The problem: Beginning with the line that contains "At what (x,y)", repeat each line exactly through the end of the listing below. Pictures stay out.

** Data supplied follows **

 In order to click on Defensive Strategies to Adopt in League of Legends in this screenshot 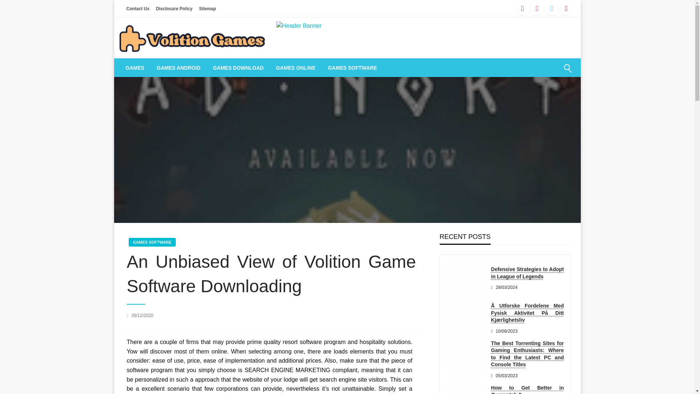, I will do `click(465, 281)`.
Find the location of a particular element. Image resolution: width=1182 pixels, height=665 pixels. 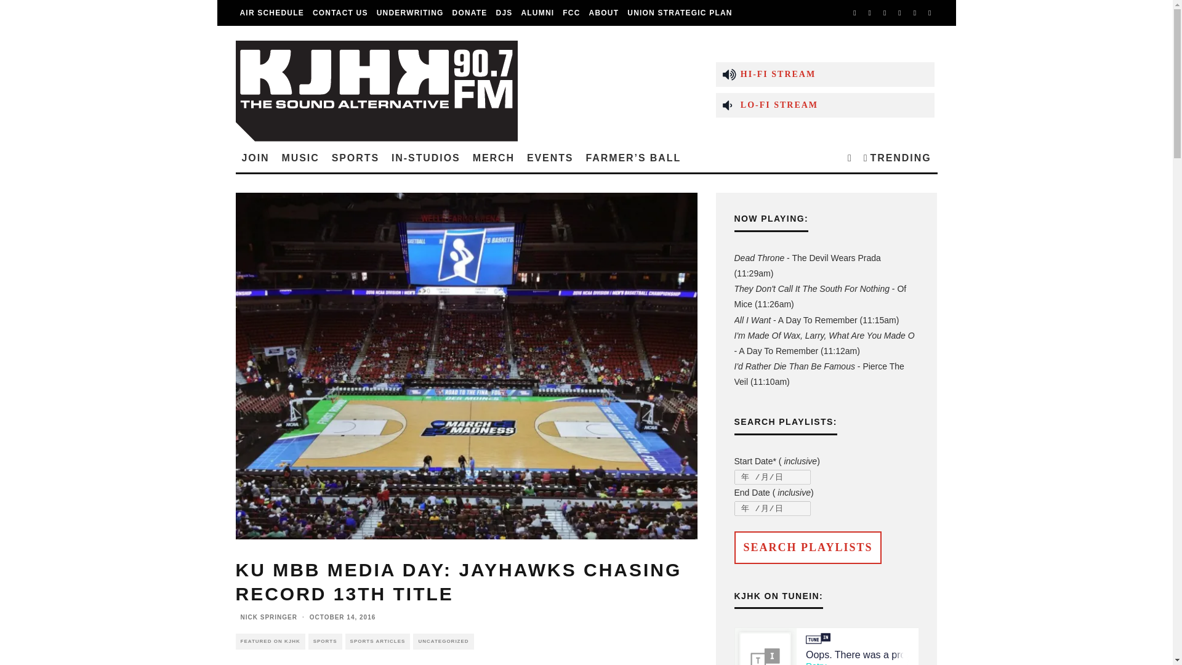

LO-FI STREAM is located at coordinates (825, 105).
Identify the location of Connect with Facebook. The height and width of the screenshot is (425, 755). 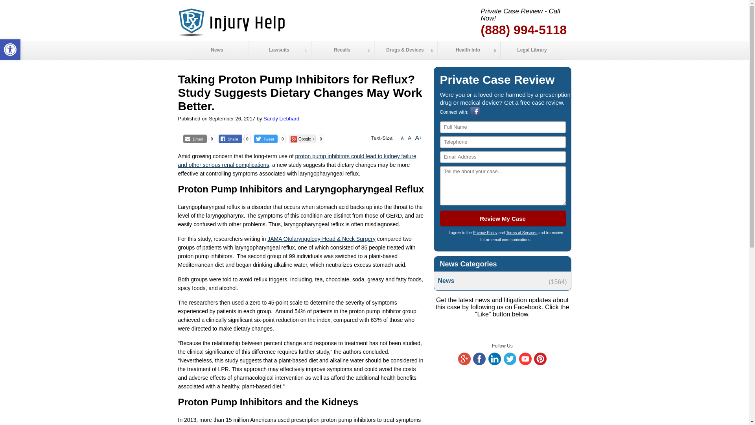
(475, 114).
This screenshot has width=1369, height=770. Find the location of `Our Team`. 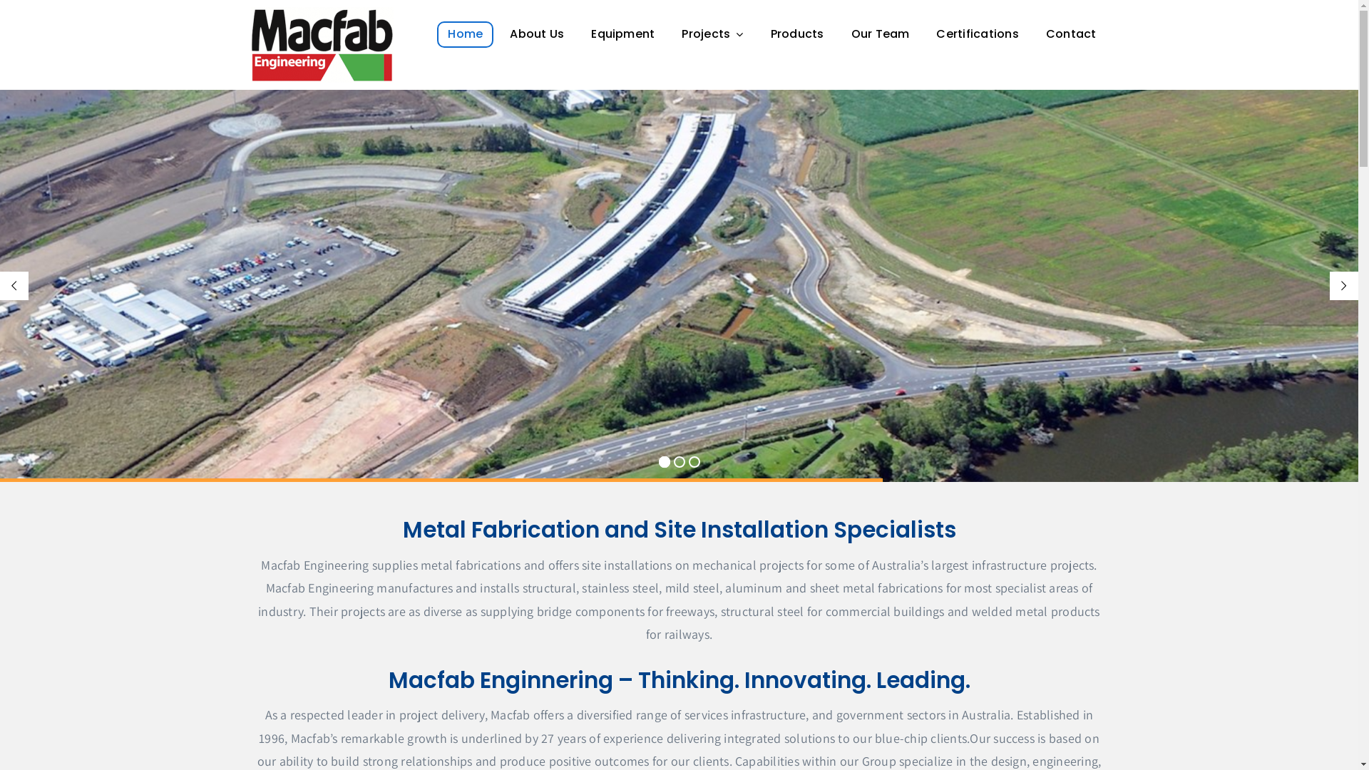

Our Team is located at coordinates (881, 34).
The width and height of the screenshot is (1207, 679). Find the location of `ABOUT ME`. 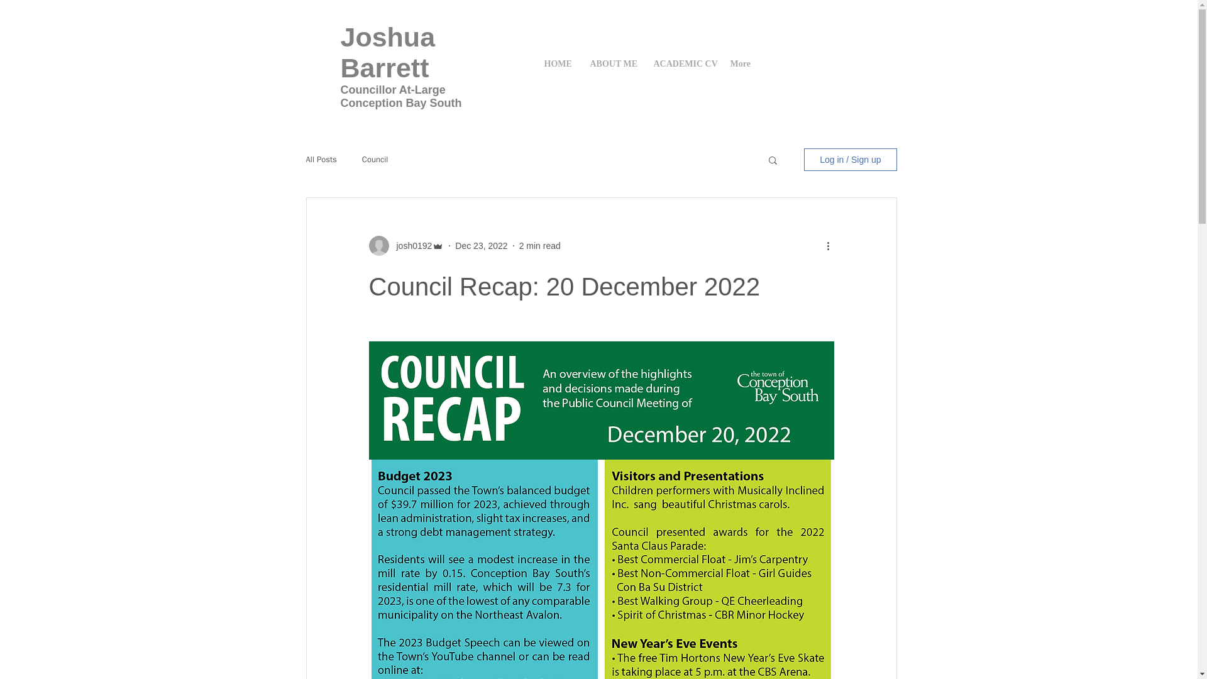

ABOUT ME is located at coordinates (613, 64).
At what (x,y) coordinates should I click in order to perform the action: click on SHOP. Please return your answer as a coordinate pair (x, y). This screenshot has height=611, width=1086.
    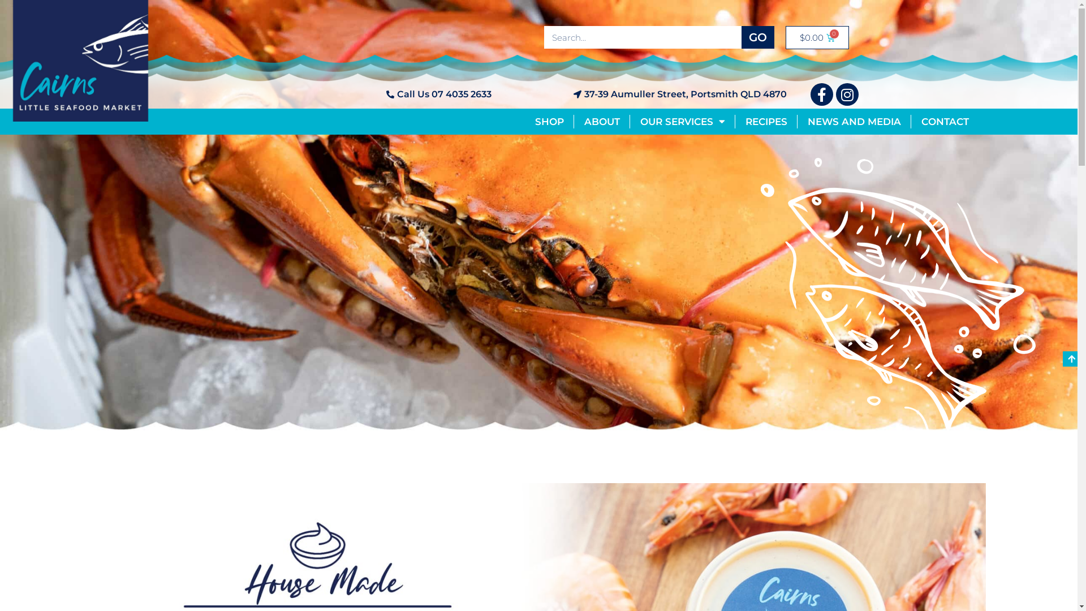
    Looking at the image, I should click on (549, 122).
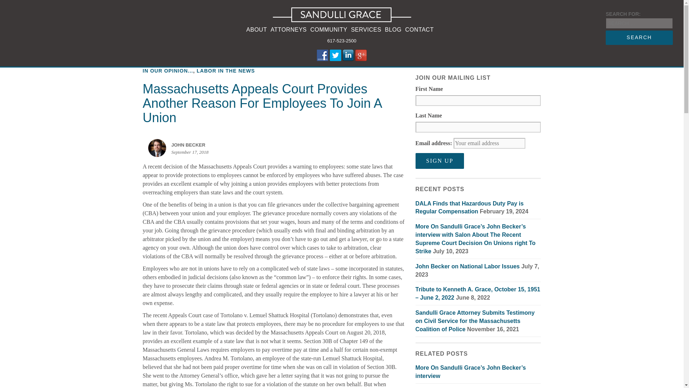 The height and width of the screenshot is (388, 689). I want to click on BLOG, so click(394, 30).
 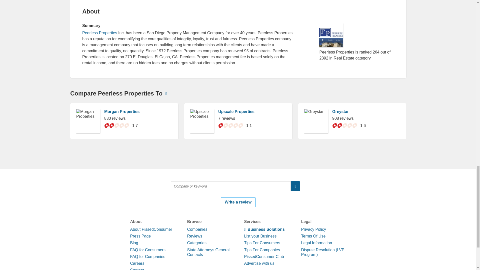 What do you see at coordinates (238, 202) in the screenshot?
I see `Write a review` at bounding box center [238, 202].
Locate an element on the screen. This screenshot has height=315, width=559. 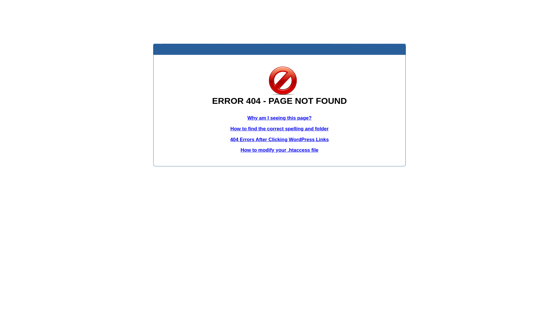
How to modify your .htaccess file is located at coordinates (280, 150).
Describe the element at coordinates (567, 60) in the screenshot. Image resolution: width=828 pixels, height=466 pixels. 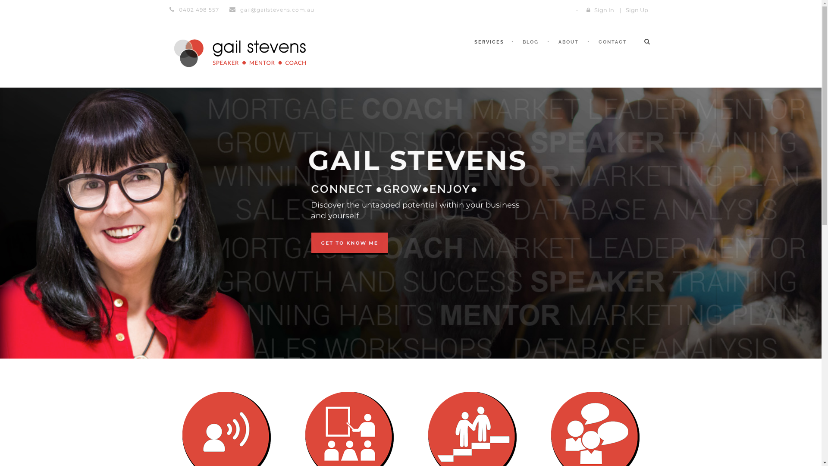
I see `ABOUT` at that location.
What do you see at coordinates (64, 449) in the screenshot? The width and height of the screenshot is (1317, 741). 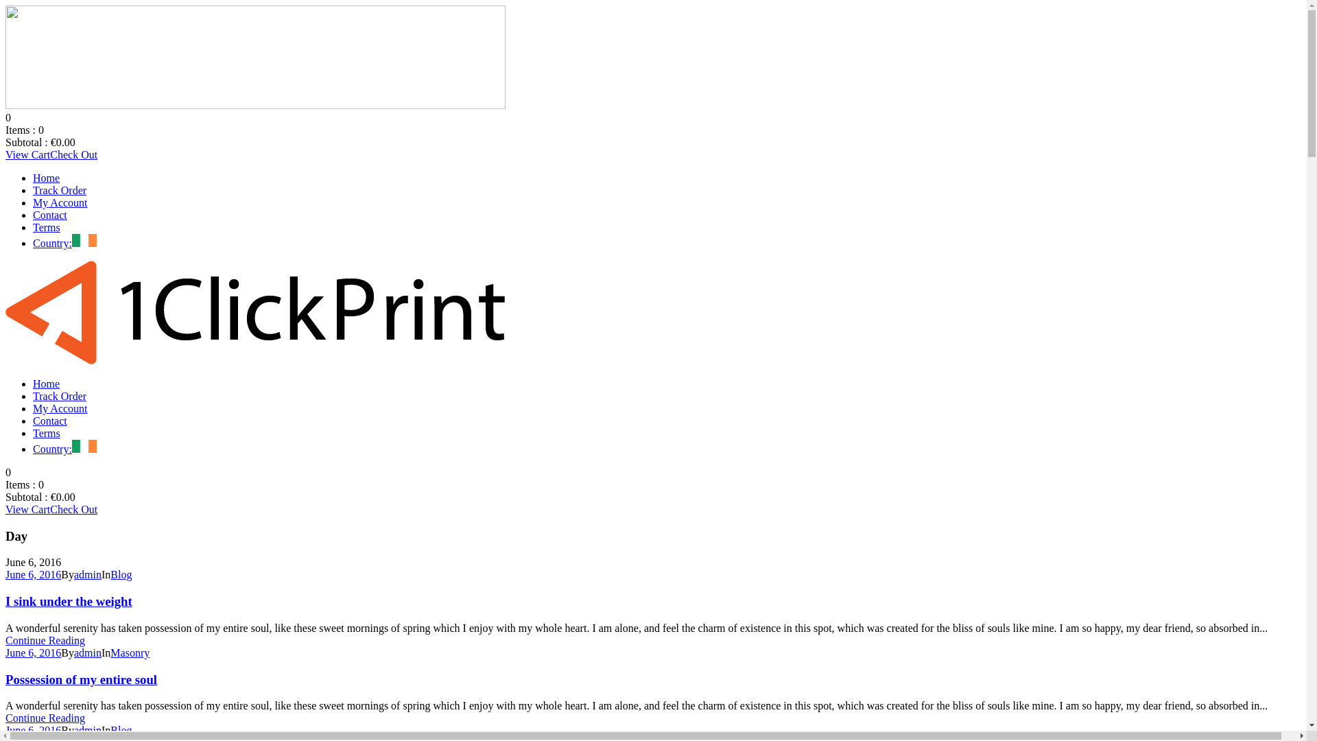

** End of Data supplied **

Worked solution:
At what (x,y) coordinates should I click in order to perform the action: click on SHOP. Please return your answer as a coordinate pair (x, y). This screenshot has height=611, width=1086.
    Looking at the image, I should click on (549, 122).
 The height and width of the screenshot is (388, 689). I want to click on BLOG, so click(394, 30).
  What do you see at coordinates (238, 202) in the screenshot?
I see `Write a review` at bounding box center [238, 202].
Locate an element on the screen. This screenshot has height=315, width=559. 
How to modify your .htaccess file is located at coordinates (280, 150).
Describe the element at coordinates (567, 60) in the screenshot. Image resolution: width=828 pixels, height=466 pixels. 
I see `ABOUT` at that location.
What do you see at coordinates (64, 449) in the screenshot? The width and height of the screenshot is (1317, 741). 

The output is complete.